The Globe and Mail article identified his mother as Susan Bibeau, the deputy chair of a division of the Canadian Immigration and Refugee Board, and his father as Bulgasem Zehaf, a Quebec businessman. They have been divorced since 1999.
Citing an article from The Washington Times, the Canadian newspaper noted that his father appears to have fought alongside rebels in Libya in 2011.
In an August 2011 article about rebels fighting to topple Libyan dictator Col.Moammar Gadhafi, The Washington Times mentioned a man named “Bulgasem Zehaf” and described him as a native of the Zawiyah oil terminal in Libya “who recently returned to his home in Montreal after spending over a month in detention” where he witnessed torture. “He was arrested in Zawiyah where he had gone to fight alongside the rebels,” added the article.
The Washington Times also mentioned that the man had family living in the Libyan capital of Tripoli at the time, but it did not elaborate on who they were.
Bathurst saw Zehaf-Bibeau for the last time six weeks ago when the gunman was praying in a mosque located in the Vancouver area. That is when Zehaf-Bibeau told Bathurst he wanted to go to Libya to learn about Islam and study Arabic. Bathurst told The Globe and Mail that he was concerned about that.
“Hisfather’s history offers a hint of what Mr. Bathurst was concernedabout,” The Globe and Mail pointed out.
On September 30, Canada’s Ottawa Citizen news outlet reported thatthe Islamic State (also known as ISIS and ISIL) “includes a largenumber of volunteers fromLibya who fought in the 2011 uprising that overthrew dictator Col.Moammar Gadhafi.”
Jihadist organizations such as Ansar al Sharia in Libya, which the United States has designated a terrorist group, were “formed during the uprising against Gadhafi” and have “providedtrained fighters for ISIL,” added the report.
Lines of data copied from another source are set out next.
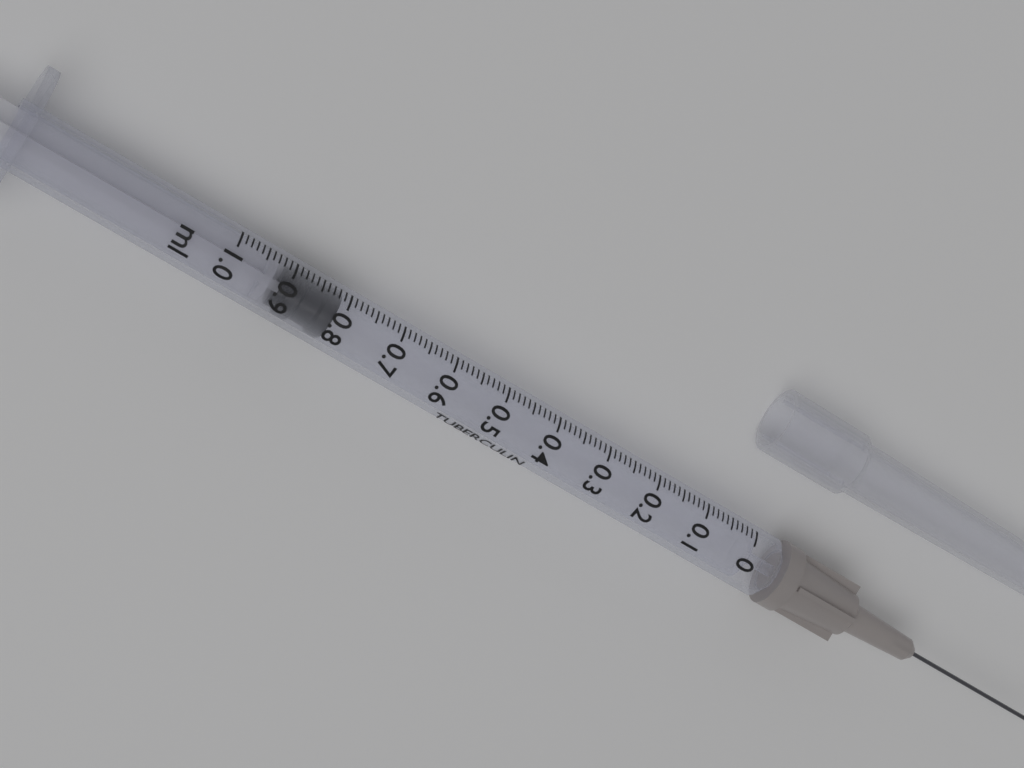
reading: 0.81 ml
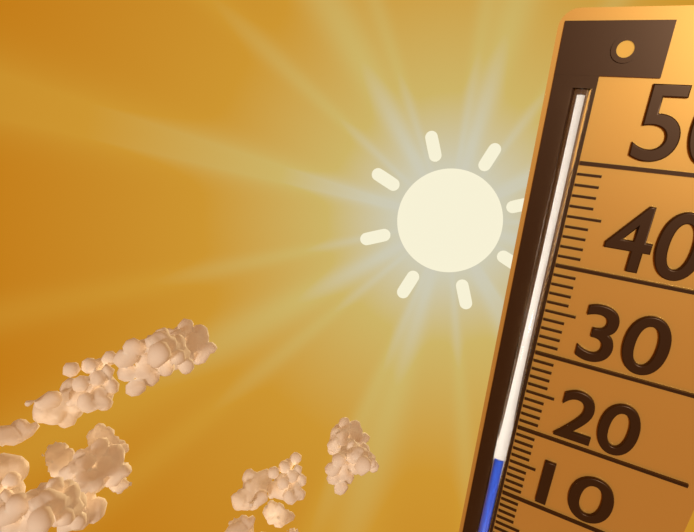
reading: 16 (no unit)
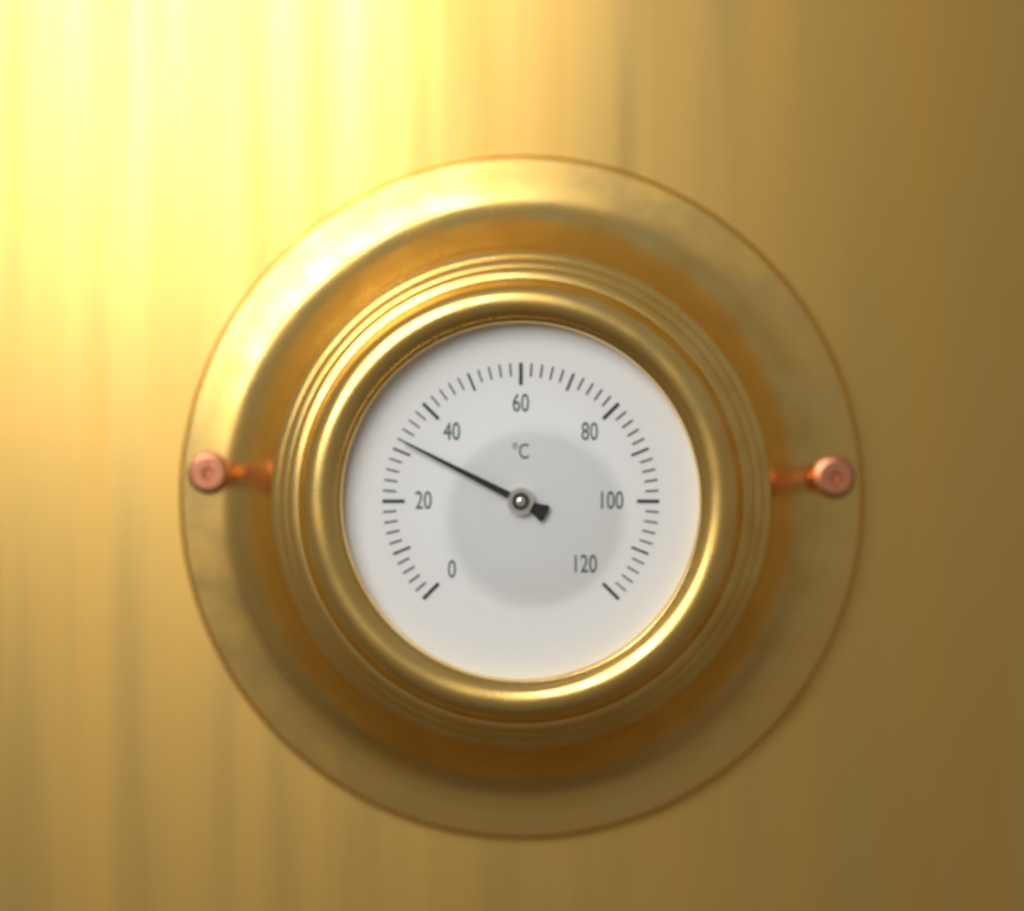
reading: 32 °C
Breitbart News reported that a Twitter page proclaiming to be affiliated with Islamic State militants has praised Zehaf-Bibeau’s attack.
ISIS has called for reprisals against Canada and other Western nations that have joined forces with the United States in fighting the jihadist group in Iraq and Syria.
On October 20, two days before the shooting, a man also identified as an Islam convert ran over two Canadian soldiers in Quebec, killing one and injuring the other, before he was fatally shot by police. Canada’s Prime Minister described the culprit as an “ISIL-inspired terrorist.”
Bathurst was also concerned about Zehaf-Bibeau’s mental state. “We were having a conversation in a kitchen, and I don’t know how he worded it: He said the devil is after him,” Bathurst told The Globe and Mail, later adding, “I think he must have been mentally ill.”
Zehaf-Bibeau killed Cpl. Nathan Cirillo, 24, at the National War Memorial opposite Parliament Hill in Canada. He then got into a car and drove to a Parliament building, where he engaged the police in a gun battle. Zehaf-Bibeau was ultimately killed by Kevin Vickers, Parliament’s 58-year-old sergeant-at-arms.